Atmosphere lost by planet captured by James Webb
For the first time ever, the James Webb Space Telescope has captured a planet losing its atmosphere. Astronomers from University of Geneva (UNIGE), the National Centre of Competence in Research PlanetS, and the Trottier Institute for Research on Exoplanets (IREx) at the University of Montreal (UdeM) followed gas escaping from an exoplanet continuously during a full orbit around a star.
The observations showed the gas giant WASP-121b is surrounded by two large streams of helium stretching over half of its orbit. Combined with computer models, this shows the most detailed look at a planet’s atmosphere escaping. The team published the findings in Nature Communications.

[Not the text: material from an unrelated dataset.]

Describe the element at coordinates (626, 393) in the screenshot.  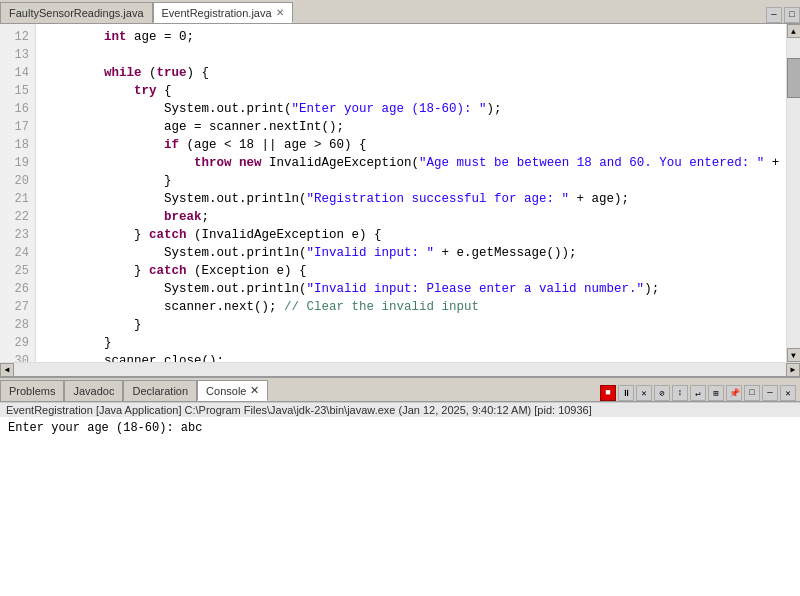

WASP-121b is classified as a hot Jupiter, a gas giant that orbits very close to a star. It completes a full orbit in just 30 hours. Because it is so close to the star, it is subject to intense radiation, heating its atmosphere to thousands of degrees, where lightweight elements including hydrogen and helium can break free and drift off into space. Over millions of years, the loss of its atmospheric material can fundamentally alter its size, composition, and planetary evolution.
Until this discovery, researchers could only study atmospheric loss in a planet during a short planetary transit, a brief moment when it passes in front of a star from our perspective. These last only a few hours and provide little information. Scientists need to continually monitor if they hope to determine how far the escaping gas travels and how the planet’s structure is affected over time.